LAWS(PVC)-1941-9-5

YEDDULA KOTHAPALLE MUTHYALU Vs. BOLLA CHINNAYYA

Decided On September 25, 1941
YEDDULA KOTHAPALLE MUTHYALU Appellant
V/S
BOLLA CHINNAYYA Respondents

JUDGEMENT

(1.) The question in this civil revision petition is whether the petitioner, who gave a surety bond undertaking to satisfy any decree which might be passed against respondents 2 and 3, can be deemed to be a judgment-debtor entitled to scale down the decree which was ultimately passed, by the procedure laid down in Section 19 of Madras Act IV of 1938.

(2.) The matter arises out of a suit brought by the first respondent against respondents 2 and 3 on two promissory notes, one dated 31 July, 1929 and the other dated 27 June, 1931. A decree was passed ex parte and subsequently there was an application to set aside the ex parte decree.

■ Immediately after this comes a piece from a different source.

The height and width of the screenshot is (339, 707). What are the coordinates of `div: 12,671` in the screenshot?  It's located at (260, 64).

The defendants were required to give security as a condition precedent to the setting aside of the decree and the present petitioner gave a bond on 4 July, 1934 in which he undertook to satisfy any decree which might be passed against the respondents 2 and 3. The ex parte decree was therefore set aside and the suit reopened and on 10 September, 1934, a compromise decree was passed in favour of the first respondent against respondents 2 and 3 for a sum of Rs. 603-10-0 with interest at 12 per cent, on Rs. 500 from the date of the plaint to the date of the decree and Rs. 83 costs and subsequent interest at six per cent. After this compromise decree was obtained, the decree-holder proceeded to execute the decree against the surety. The surety contended that he was not bound to satisfy the decree because it was based on a compromise. This contention was overruled both in the executing Court and in two appellate Courts. After the appeals had failed, the surety filed applications under Secs.19 and 20 of Act IV. The application under Section 19 was dismissed in limine on the ground that the surety was riot a judgment-debtor entitled to maintain the application. Against this order the civil revision petition is preferred.

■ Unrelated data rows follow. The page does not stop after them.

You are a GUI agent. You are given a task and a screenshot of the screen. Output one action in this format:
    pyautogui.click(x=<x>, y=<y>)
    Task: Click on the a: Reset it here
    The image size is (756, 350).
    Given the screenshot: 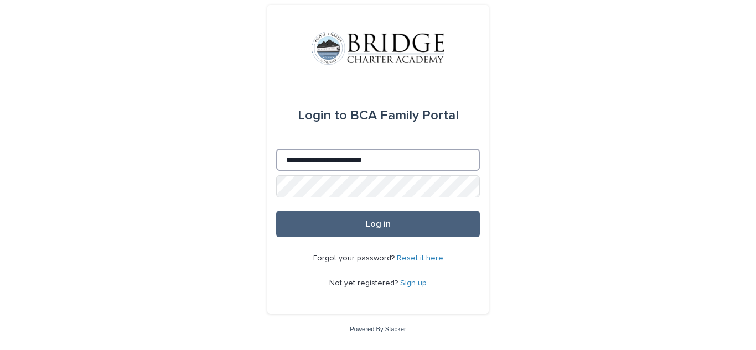 What is the action you would take?
    pyautogui.click(x=420, y=258)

(3.) It is contended that by reason of Section 145 of the Civil P. C. the decree becomes executable against the surety and for purposes of execution he is in fact in exactly the same position as a judgment-debtor and that there is no reason why to the extent to which he is an agriculturist entitled to relief under Act IV, he should not claim that relief by asking that the decree be scaled down under Section 19. Now it seems to us quite manifest that the surety, assuming that he is entitled to take proceedings under Section 19, must be limited to the relief which he can get with reference to the actual decree debt. But he cannot treat that decree as a renewal or inclusion in a fresh document of a previous debt due from himself and therefore there is no occasion for going into the origin of the two promissory notes upon which the decree was passed. The surety executed his bond in 1934 and it was in 1934 that the liability against him first became crystalised in the form of the decree which he had undertaken to satisfy. The liability of the surety therefore falls under Section 9 of Act IV and the proviso to that section has no bearing on the case.